By Shinichi Saoshiro and Kaori Kaneko
TOKYO (Reuters) - Japan's Trade Minister Banri Kaieda and Finance Minister Yoshihiko Noda will square off in a second-round ruling party leadership vote to pick a new prime minister on Monday after none of five candidates won a majority in an initial round.
The vote by Democratic Party of Japan (DPJ) lawmakers will decide who will take over from outgoing Prime Minister Naoto Kan as the nation's sixth leader in five years.
Whoever wins will have to cope with a resurgent yen that threatens exports, forge a new energy policy while ending the worst nuclear crisis since Chernobyl, and find funds to rebuild from the devastating March 11 tsunami at a time when ballooning public debt has already triggered a credit downgrade.
Financial markets, political commentators and the Japanese public are sceptical whether the new leader will have the vision, determination and time to tackle those challenges.
"There can be no time out for political decision making on economic, fiscal and diplomatic environment and policy issues surrounding Japan," Kaieda told the lawmakers before the vote.
"In addition to the disaster, Japan's economy is in a critical situation with the current sudden rise in the yen as well as the hollowing out of industries."
Rival Noda, 54, considered a fiscal conservative, said: "Let's do the utmost to tackle what we have promised and if there's not enough money, we might ask the people to share the burden" -- a reference to future tax hikes.
Government bond futures nudged higher after Noda made into the second round.
Like Kan, the new leader faces a divided parliament and internal party rifts, raising concerns that he will join a gallery of short-lived prime ministers.
No Japanese prime minister has lasted much more than a year since 2006 and most market players polled by Reuters this month thought the next government head will be no exception.
OPPOSITION STRATEGY
Kaieda, 62, who also held the energy portfolio, clashed with Kan over whether and when to restart nuclear reactors shut for checks, and burst into tears before TV cameras when he was grilled in parliament about the dispute.
In a rare moment of levity ahead of the vote, the jowly-faced Noda compared himself to a "dojo" loach fish - an eel-like denizen of the deep.
"I do look like this and if I become prime minister, the support rate would not rise, so I would not call a snap election. A loach has its own abilities even though it cannot do as a goldfish does."
Kaieda has said Japan should not build new reactors, effectively phasing out nuclear power over 40 years.
His win could unsettle bond investors worried about Japan's bulging debt, already twice the size of its $5 trillion (3.05 trillion pound) economy, given his reluctance to endorse tax hikes to finance the bulk of $250 billion reconstruction from the March tsunami. Moody's Investors Service cut Japan's sovereign credit rating last week citing a buildup of public debt and a lack of leadership and a long-term strategy to cope with its fiscal challenges.
Despite differences over policies such as whether to raise taxes to pay for rebuilding, plans for nuclear energy and how to secure opposition cooperation, none of the five candidates has presented a detailed vision of how to end Japan's decades of stagnation and revitalise the world's third-biggest economy.
Instead, the leadership contest has become a battle between allies and critics of Ichiro Ozawa, a 69-year-old political mastermind who heads the party's biggest group even as he faces trial on charges of misreporting political donations.
Kaieda is backed by Ozawa, Noda is supported by his critics.
One of the new leader's first challenges will be seeking opposition help in parliament, where the opposition controls the upper house and can block legislation. Noda has floated the idea of a "grand coalition" with opposition rivals -- although the two biggest opposition groups have been cool.
Kaieda says he's not keen on that strategy.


Action item | Repeat every entry exactly as given.
◆ ◆ ◆ ◆ ◆ ◆ ◆
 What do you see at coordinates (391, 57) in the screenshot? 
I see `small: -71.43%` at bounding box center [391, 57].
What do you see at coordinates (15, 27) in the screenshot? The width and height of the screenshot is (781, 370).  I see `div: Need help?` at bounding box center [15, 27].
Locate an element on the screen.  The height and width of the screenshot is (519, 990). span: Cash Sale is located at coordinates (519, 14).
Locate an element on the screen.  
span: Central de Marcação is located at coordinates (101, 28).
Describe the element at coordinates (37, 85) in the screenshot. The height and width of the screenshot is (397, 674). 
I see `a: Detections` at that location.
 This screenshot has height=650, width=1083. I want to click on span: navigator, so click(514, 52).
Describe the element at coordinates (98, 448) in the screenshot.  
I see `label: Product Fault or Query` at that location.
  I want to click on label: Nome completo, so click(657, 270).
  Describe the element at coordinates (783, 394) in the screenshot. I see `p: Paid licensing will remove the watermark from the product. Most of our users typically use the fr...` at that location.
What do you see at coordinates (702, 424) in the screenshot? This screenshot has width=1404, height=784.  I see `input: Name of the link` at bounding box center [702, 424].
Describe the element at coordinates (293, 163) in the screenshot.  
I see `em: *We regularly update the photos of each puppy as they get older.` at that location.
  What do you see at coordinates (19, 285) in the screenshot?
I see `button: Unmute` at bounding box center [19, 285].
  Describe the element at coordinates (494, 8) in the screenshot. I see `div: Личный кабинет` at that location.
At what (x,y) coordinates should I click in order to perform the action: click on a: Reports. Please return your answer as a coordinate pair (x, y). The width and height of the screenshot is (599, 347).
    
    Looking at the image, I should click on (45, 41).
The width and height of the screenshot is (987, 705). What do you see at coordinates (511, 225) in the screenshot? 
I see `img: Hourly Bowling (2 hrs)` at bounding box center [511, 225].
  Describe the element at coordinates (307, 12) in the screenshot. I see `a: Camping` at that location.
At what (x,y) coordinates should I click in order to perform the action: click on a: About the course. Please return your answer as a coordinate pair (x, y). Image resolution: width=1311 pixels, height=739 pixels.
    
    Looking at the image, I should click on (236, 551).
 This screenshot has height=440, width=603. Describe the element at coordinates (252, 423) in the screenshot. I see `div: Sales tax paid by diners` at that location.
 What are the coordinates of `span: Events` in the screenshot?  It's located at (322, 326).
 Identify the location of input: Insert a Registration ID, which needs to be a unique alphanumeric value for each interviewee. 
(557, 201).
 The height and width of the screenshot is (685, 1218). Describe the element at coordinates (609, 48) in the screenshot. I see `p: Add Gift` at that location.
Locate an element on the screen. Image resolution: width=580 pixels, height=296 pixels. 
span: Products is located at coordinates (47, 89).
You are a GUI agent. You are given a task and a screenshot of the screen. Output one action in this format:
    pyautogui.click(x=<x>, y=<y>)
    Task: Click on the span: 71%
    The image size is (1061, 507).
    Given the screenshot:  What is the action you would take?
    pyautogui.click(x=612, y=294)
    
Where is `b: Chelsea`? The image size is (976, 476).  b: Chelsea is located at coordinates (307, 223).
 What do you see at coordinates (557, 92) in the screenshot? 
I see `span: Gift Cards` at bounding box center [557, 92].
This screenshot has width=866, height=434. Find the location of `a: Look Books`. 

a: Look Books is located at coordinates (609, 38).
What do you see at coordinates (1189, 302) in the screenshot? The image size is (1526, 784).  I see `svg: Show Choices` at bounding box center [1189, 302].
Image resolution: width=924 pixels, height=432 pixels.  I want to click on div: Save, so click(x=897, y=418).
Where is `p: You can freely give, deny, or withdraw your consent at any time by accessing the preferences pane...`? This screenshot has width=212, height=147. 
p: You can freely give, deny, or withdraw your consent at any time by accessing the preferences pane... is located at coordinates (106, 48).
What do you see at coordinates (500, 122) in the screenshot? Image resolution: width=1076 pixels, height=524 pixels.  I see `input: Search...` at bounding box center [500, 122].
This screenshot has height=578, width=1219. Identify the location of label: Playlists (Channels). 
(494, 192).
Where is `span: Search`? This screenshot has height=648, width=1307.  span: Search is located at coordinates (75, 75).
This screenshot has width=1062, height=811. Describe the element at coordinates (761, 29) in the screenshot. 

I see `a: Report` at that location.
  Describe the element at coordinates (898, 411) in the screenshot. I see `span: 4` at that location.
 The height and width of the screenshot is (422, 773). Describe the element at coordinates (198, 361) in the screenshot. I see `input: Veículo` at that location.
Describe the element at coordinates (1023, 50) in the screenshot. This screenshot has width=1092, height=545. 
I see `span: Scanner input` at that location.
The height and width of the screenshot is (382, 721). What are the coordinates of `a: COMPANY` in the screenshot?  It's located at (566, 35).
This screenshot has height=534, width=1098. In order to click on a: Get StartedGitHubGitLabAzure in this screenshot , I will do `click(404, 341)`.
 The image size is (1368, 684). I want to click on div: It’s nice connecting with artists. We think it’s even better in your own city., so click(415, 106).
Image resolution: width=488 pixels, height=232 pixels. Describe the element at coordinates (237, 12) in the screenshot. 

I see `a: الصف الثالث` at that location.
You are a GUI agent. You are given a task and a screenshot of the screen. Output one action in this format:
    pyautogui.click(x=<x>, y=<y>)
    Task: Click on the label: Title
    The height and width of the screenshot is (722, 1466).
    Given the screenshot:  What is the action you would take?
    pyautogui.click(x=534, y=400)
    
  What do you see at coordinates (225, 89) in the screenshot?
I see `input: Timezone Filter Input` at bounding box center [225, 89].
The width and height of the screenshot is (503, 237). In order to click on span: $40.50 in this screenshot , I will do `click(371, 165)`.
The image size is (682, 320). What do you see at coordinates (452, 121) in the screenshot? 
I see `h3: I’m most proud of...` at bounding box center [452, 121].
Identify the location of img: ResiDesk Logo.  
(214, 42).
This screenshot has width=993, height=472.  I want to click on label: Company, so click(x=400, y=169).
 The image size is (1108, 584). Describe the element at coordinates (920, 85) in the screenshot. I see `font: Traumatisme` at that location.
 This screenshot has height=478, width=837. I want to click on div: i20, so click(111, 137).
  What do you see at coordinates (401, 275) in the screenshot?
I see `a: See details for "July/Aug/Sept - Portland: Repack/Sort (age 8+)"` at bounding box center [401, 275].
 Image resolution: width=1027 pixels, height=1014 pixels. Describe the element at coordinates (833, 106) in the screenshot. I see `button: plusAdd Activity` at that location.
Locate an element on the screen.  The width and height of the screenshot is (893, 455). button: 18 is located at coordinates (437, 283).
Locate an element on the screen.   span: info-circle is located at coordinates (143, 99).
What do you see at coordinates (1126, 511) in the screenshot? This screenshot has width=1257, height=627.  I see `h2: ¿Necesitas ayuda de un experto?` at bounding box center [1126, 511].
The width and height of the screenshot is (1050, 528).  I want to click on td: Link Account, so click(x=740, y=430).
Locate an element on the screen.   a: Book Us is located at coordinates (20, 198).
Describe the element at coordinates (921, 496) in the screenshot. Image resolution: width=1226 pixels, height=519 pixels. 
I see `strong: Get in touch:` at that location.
◆ ◆ ◆ ◆ ◆ ◆ ◆
Solution to this problem |
 What do you see at coordinates (391, 57) in the screenshot? 
I see `small: -71.43%` at bounding box center [391, 57].
What do you see at coordinates (15, 27) in the screenshot? The width and height of the screenshot is (781, 370).  I see `div: Need help?` at bounding box center [15, 27].
Locate an element on the screen.  The height and width of the screenshot is (519, 990). span: Cash Sale is located at coordinates (519, 14).
Locate an element on the screen.  
span: Central de Marcação is located at coordinates (101, 28).
Describe the element at coordinates (37, 85) in the screenshot. The height and width of the screenshot is (397, 674). 
I see `a: Detections` at that location.
 This screenshot has height=650, width=1083. I want to click on span: navigator, so click(514, 52).
Describe the element at coordinates (98, 448) in the screenshot.  
I see `label: Product Fault or Query` at that location.
  I want to click on label: Nome completo, so click(657, 270).
  Describe the element at coordinates (783, 394) in the screenshot. I see `p: Paid licensing will remove the watermark from the product. Most of our users typically use the fr...` at that location.
What do you see at coordinates (702, 424) in the screenshot? This screenshot has width=1404, height=784.  I see `input: Name of the link` at bounding box center [702, 424].
Describe the element at coordinates (293, 163) in the screenshot.  
I see `em: *We regularly update the photos of each puppy as they get older.` at that location.
  What do you see at coordinates (19, 285) in the screenshot?
I see `button: Unmute` at bounding box center [19, 285].
  Describe the element at coordinates (494, 8) in the screenshot. I see `div: Личный кабинет` at that location.
At what (x,y) coordinates should I click in order to perform the action: click on a: Reports. Please return your answer as a coordinate pair (x, y). The width and height of the screenshot is (599, 347).
    
    Looking at the image, I should click on (45, 41).
The width and height of the screenshot is (987, 705). What do you see at coordinates (511, 225) in the screenshot? 
I see `img: Hourly Bowling (2 hrs)` at bounding box center [511, 225].
  Describe the element at coordinates (307, 12) in the screenshot. I see `a: Camping` at that location.
At what (x,y) coordinates should I click in order to perform the action: click on a: About the course. Please return your answer as a coordinate pair (x, y). Image resolution: width=1311 pixels, height=739 pixels.
    
    Looking at the image, I should click on (236, 551).
 This screenshot has height=440, width=603. Describe the element at coordinates (252, 423) in the screenshot. I see `div: Sales tax paid by diners` at that location.
 What are the coordinates of `span: Events` in the screenshot?  It's located at (322, 326).
 Identify the location of input: Insert a Registration ID, which needs to be a unique alphanumeric value for each interviewee. 
(557, 201).
 The height and width of the screenshot is (685, 1218). Describe the element at coordinates (609, 48) in the screenshot. I see `p: Add Gift` at that location.
Locate an element on the screen. Image resolution: width=580 pixels, height=296 pixels. 
span: Products is located at coordinates (47, 89).
You are a GUI agent. You are given a task and a screenshot of the screen. Output one action in this format:
    pyautogui.click(x=<x>, y=<y>)
    Task: Click on the span: 71%
    The image size is (1061, 507).
    Given the screenshot:  What is the action you would take?
    pyautogui.click(x=612, y=294)
    
Where is `b: Chelsea`? The image size is (976, 476).  b: Chelsea is located at coordinates (307, 223).
 What do you see at coordinates (557, 92) in the screenshot? 
I see `span: Gift Cards` at bounding box center [557, 92].
This screenshot has width=866, height=434. Find the location of `a: Look Books`. 

a: Look Books is located at coordinates (609, 38).
What do you see at coordinates (1189, 302) in the screenshot? The image size is (1526, 784).  I see `svg: Show Choices` at bounding box center [1189, 302].
Image resolution: width=924 pixels, height=432 pixels.  I want to click on div: Save, so click(x=897, y=418).
Where is `p: You can freely give, deny, or withdraw your consent at any time by accessing the preferences pane...`? This screenshot has width=212, height=147. 
p: You can freely give, deny, or withdraw your consent at any time by accessing the preferences pane... is located at coordinates (106, 48).
What do you see at coordinates (500, 122) in the screenshot? Image resolution: width=1076 pixels, height=524 pixels.  I see `input: Search...` at bounding box center [500, 122].
This screenshot has height=578, width=1219. Identify the location of label: Playlists (Channels). 
(494, 192).
Where is `span: Search`? This screenshot has height=648, width=1307.  span: Search is located at coordinates (75, 75).
This screenshot has width=1062, height=811. Describe the element at coordinates (761, 29) in the screenshot. 

I see `a: Report` at that location.
  Describe the element at coordinates (898, 411) in the screenshot. I see `span: 4` at that location.
 The height and width of the screenshot is (422, 773). Describe the element at coordinates (198, 361) in the screenshot. I see `input: Veículo` at that location.
Describe the element at coordinates (1023, 50) in the screenshot. This screenshot has width=1092, height=545. 
I see `span: Scanner input` at that location.
The height and width of the screenshot is (382, 721). What are the coordinates of `a: COMPANY` in the screenshot?  It's located at (566, 35).
This screenshot has height=534, width=1098. In order to click on a: Get StartedGitHubGitLabAzure in this screenshot , I will do `click(404, 341)`.
 The image size is (1368, 684). I want to click on div: It’s nice connecting with artists. We think it’s even better in your own city., so click(415, 106).
Image resolution: width=488 pixels, height=232 pixels. Describe the element at coordinates (237, 12) in the screenshot. 

I see `a: الصف الثالث` at that location.
You are a GUI agent. You are given a task and a screenshot of the screen. Output one action in this format:
    pyautogui.click(x=<x>, y=<y>)
    Task: Click on the label: Title
    The height and width of the screenshot is (722, 1466).
    Given the screenshot:  What is the action you would take?
    pyautogui.click(x=534, y=400)
    
  What do you see at coordinates (225, 89) in the screenshot?
I see `input: Timezone Filter Input` at bounding box center [225, 89].
The width and height of the screenshot is (503, 237). In order to click on span: $40.50 in this screenshot , I will do `click(371, 165)`.
The image size is (682, 320). What do you see at coordinates (452, 121) in the screenshot? 
I see `h3: I’m most proud of...` at bounding box center [452, 121].
Identify the location of img: ResiDesk Logo.  
(214, 42).
This screenshot has width=993, height=472.  I want to click on label: Company, so click(x=400, y=169).
 The image size is (1108, 584). Describe the element at coordinates (920, 85) in the screenshot. I see `font: Traumatisme` at that location.
 This screenshot has height=478, width=837. I want to click on div: i20, so click(111, 137).
  What do you see at coordinates (401, 275) in the screenshot?
I see `a: See details for "July/Aug/Sept - Portland: Repack/Sort (age 8+)"` at bounding box center [401, 275].
 Image resolution: width=1027 pixels, height=1014 pixels. Describe the element at coordinates (833, 106) in the screenshot. I see `button: plusAdd Activity` at that location.
Locate an element on the screen.  The width and height of the screenshot is (893, 455). button: 18 is located at coordinates (437, 283).
Locate an element on the screen.   span: info-circle is located at coordinates (143, 99).
What do you see at coordinates (1126, 511) in the screenshot? This screenshot has width=1257, height=627.  I see `h2: ¿Necesitas ayuda de un experto?` at bounding box center [1126, 511].
The width and height of the screenshot is (1050, 528).  I want to click on td: Link Account, so click(x=740, y=430).
Locate an element on the screen.   a: Book Us is located at coordinates (20, 198).
Describe the element at coordinates (921, 496) in the screenshot. Image resolution: width=1226 pixels, height=519 pixels. 
I see `strong: Get in touch:` at that location.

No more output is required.